Oh, I just remembered the guys from Bacon Salt - first of all they sell, kosher vegetarian bacon seasoning, which is strange enough – but in addition they got their seed money by winning “America’s Funniest Home Videos.”
I know a guy who turned into a millionaire by having bought and held on to stocks of the Nokia company (then making car tires and rubber boots), before Nokia turned into the biggest mobile phone manufacturer in the world.
…to suckers.
My current plan is to sit at home in misery wishing I had a lot of money. So far it’s not been much of a success, but I live in hope.
Then there are the people who have a fortune, want to enlarge it, and wind up blowing it all.
I knew a guy in the 90s who thought that the ostrich would replace cattle as America’s red meat source. Didn’t happen.
I worked for a company who’s business was selling treatment systems for hazardous waste from photo labs. They sold the systems, then had a profit stream swapping the consumable filters. The used filters were full of silver, which they extracted and sold… Mostly to jewelers. So they had a lot of jewlers as customers so they expanded into a jeweler supply business. When I was working for them, it was on an idea to replace the film photography based business with something comparable with digital photography.
But I thought the whole filter thing was pretty clever: sell the filter, charge for disposal, extract and sell the hazardous waste at a huge profit. Nice to have your supplier pay you to accept your feedstock.

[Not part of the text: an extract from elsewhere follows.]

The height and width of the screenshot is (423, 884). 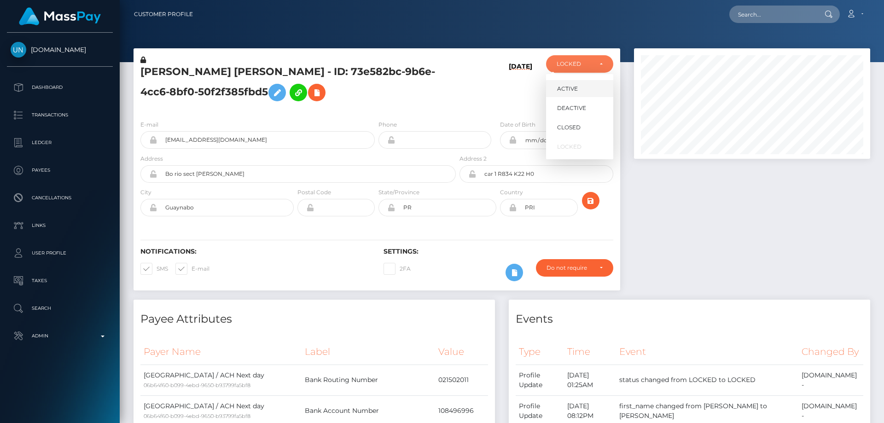 What do you see at coordinates (60, 198) in the screenshot?
I see `a: Cancellations` at bounding box center [60, 198].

The guy who developed liquid soap. He was starting his own company but he realized as soon as his product hit the market, all of the established soap companies would be right behind him selling near identical products with establish brand names.
Then he found out that the company that was selling him the pump nozzles for his jars was the only manufacturer of that product in the world. So he placed a huge order with them that basically meant nobody else could place any new orders for the next year.
The magic that is Coinstar. Three guys come up with the idea, build a prototype and sell one to a grocery store, which gets a line around the block of people using it. Three guys found a business and become millionaires.
Well, the richest woman in the world got her bucks by writing young adult fiction. That’s got to be pretty unconventional.
Which, for the life of me, I cannot understand. Don’t banks do the same thing?
Not back then. You had to roll up the coins yourself and take them to the bank. Coinstar was the first to eliminate the annoying rolling part.
Who is that?
This list hasn’t got any writers mentioned in the top 20.
Do you ever watch How I Made My Millions on CNBC? Lots of stories there. Just watched the Turbo Tap guy yesterday. He invented a quicker way for bars, stadiums, etc to dispense beer. Less waste, more customers = wealthy inventor.
I imagine he meant JK Rowling. It’s interesting that the first 18 women on that list got rich the old fashioned way.
They were prostitutes?
How exactly did he lose all of his wealth due to this misjudgment of the meat market?
Well, I don’t know if this qualifies as rich, but I made an extra $43,000 in 1990-91 just because I was walking through the mall.
One of those clipboard people stopped me to fill out a survey. Afterward, he said i qualified for a second interview for $50. I was pretty broke at the time and agreed. I did a second interview that was videotaped. I was told that they were chosing 15 people out of the several thousand they were interviewing, and if I was chosen, I’d get another $100.
Two weeks later they called and said I’d been chosen.
The day of the interview I was picked up in a limo. They did my hair and makeup and dressed me. I was interviewed standing on a sidewalk outside a bright yellow brake shop. The camera was covered and I spoke with the same woman who had interviewed me prior.
When the 45 minute interview was over, they took me back to the makeup trailer and told me they had lied. It wasn’t for research, but an AT&T commercial. I was to be paid at Screen Actors’ Guild scale as long as the commercial ran.
There were two commercials and one radio spot that ran for about a year and a half. I got full health coverage, life insurance and a total of just over $43,000.
Invested $$ in ostrich trios (one male, two hens) when the market was high. Trios were selling for around 30 thousand bucks. Built barns, fenced acreage, purchased incubators, etc. Market collapsed. Birds that had cost ten grand a piece were selling for around a hundred a bird by that point.
In 1997, I was in the audience when someone gave a talk on his idea for a new search engine. Later I got to know him a bit and he took me on a guided tour of SF. We walked halfway across the Golden Gate bridge (to where the cable hit its minimum) and back. If only I had said to him, “Sergei, if you ever start a company with your new browser, let me invest.”
Just to give you an idea of how much money you might have had, a couple of Stanford professors were very early investors in Google. I think one of them invested a million dollars and is now worth a billion or two. But the thing is that there was no guarantee that it would succeed. I remember hearing about Google early on as this great new search site, at a time when there were many others. It was a good search site, but at the time, it wasn’t clear (at least not to me) how they were going to make money at providing search results.